SdM:  I didn’t think of the prose as freedom - poetry feels much freer to me - but you’re right that in the particular sense of naming a resonance such as that barge, the idea of writing with a fidelity to what happened makes certain things possible. It was a constraint that also allowed me to stay with some subjects longer than in a poem - because then I would have probably made associative, sideways moves instead. But what I’m expressing is particular to how I work with those media, or have worked with them so far - of course there are writers who make prose move in very unexpected ways. As for those moments that seem unreal although they occurred - I think life holds many of them, and is also full of the mundane and uninterpretable; in every sense, life exceeds what we can make of it in art. When I mull over your question, I also recognize that I have a protective sense over the resonances in my own life - it’s almost as if exposure diminishes their power. So perhaps that is as much of a reason to share them judiciously as are the aesthetic ones. 

BR:    Speaking of your poetry, six months before the release of this book, you published your second collection, The Outer Wards. I see some parallels between the two in terms of a shared focus on family (albeit, with you occupying different roles), as well as that excellent line from “It’s the Inner Harbour Neighbourhood, but Everyone Calls It Skeleton Park” about the danger of people “who think they have no history,” which struck me as a possible impetus for alfabet/alphabet. Can you speak about the relationship between the two books? Were you working on them concurrently? Do you see parallels between the two? Were there any pieces that started in one book and then moved over to the other?

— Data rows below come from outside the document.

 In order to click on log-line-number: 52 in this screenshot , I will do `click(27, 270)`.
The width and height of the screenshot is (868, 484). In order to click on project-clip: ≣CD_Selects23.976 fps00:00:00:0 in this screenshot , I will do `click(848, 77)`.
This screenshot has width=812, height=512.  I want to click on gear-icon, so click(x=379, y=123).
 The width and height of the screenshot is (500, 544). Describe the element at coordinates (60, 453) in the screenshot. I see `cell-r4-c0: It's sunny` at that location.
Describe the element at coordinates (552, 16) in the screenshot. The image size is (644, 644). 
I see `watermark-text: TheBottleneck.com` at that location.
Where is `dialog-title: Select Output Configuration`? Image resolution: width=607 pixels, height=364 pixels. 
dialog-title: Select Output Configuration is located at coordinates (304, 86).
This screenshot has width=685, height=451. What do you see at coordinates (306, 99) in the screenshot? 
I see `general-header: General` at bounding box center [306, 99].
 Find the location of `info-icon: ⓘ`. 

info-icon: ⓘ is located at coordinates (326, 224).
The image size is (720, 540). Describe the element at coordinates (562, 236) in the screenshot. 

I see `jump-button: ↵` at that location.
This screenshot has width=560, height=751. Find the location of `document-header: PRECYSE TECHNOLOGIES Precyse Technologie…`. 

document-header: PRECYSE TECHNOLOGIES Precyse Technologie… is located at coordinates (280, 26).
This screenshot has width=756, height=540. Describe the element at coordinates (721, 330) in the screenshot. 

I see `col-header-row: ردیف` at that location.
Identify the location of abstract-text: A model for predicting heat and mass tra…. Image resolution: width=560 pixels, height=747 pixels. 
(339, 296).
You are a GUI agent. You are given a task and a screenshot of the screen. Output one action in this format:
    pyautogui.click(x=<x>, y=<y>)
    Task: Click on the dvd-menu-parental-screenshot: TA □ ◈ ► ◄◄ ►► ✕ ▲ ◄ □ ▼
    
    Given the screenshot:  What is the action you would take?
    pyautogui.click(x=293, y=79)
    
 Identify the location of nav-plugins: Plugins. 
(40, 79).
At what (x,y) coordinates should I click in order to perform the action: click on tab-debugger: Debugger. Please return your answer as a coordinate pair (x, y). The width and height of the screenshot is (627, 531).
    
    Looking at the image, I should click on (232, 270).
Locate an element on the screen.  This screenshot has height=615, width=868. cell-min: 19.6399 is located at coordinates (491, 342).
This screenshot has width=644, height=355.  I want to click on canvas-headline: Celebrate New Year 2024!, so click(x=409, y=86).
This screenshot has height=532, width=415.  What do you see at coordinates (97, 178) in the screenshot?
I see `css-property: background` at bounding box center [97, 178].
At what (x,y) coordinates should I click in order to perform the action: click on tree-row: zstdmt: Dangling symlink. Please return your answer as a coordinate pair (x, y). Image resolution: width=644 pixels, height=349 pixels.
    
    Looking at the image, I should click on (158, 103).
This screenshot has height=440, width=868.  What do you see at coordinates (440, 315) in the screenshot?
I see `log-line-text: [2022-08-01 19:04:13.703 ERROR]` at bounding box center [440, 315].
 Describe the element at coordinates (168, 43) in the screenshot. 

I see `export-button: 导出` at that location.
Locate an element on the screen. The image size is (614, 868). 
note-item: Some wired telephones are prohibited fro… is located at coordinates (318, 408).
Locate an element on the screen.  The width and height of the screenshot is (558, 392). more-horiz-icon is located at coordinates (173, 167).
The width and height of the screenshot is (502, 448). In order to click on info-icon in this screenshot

SdM: I did work on the books concurrently. At the time, they felt very different, in their genres and also in the subject matter of The Outer Wards being fairly current, while alfabet / alphabet was a long reach back. Where they converge is in their draw on Dutch landscapes. I knew I was invoking something of the other book in the poem ‘Red Eye’: “all the years I waited, sleepwalking, speaking a daft language flawlessly.” But the most striking overlap, in hindsight, is in the character named Wouter in the poem ‘Paradise Found’, who appears again unnamed in the closing paragraphs of ‘alfabet / alphabet.’ In both instances, his hands are described - kind and calloused, loaf hands, grafting trees, cradling a bird - and I understood afterwards that they represent for me the human contact with the landscape. The distance that I want to close with words is shortest there.

 

 

 

Sadiqa de Meijer is the author of the poetry collections Leaving Howe Island and The Outer Wards. Her work has won the CBC Poetry Prize and Arc’s Poem of the Year Contest, and was a finalist for the Governor General’s Literary Award and the Pat Lowther Memorial Award. She lives with her family in Kingston, Ontario.

Ben Robinson is a poet, musician and librarian. His most recent chapbook is Without Form from The Blasted Tree. He has only ever lived in Hamilton, Ontario on the traditional territories of the Erie, Neutral, Huron-Wendat, Haudenosaunee and Mississaugas. You can find him online at benrobinson.work.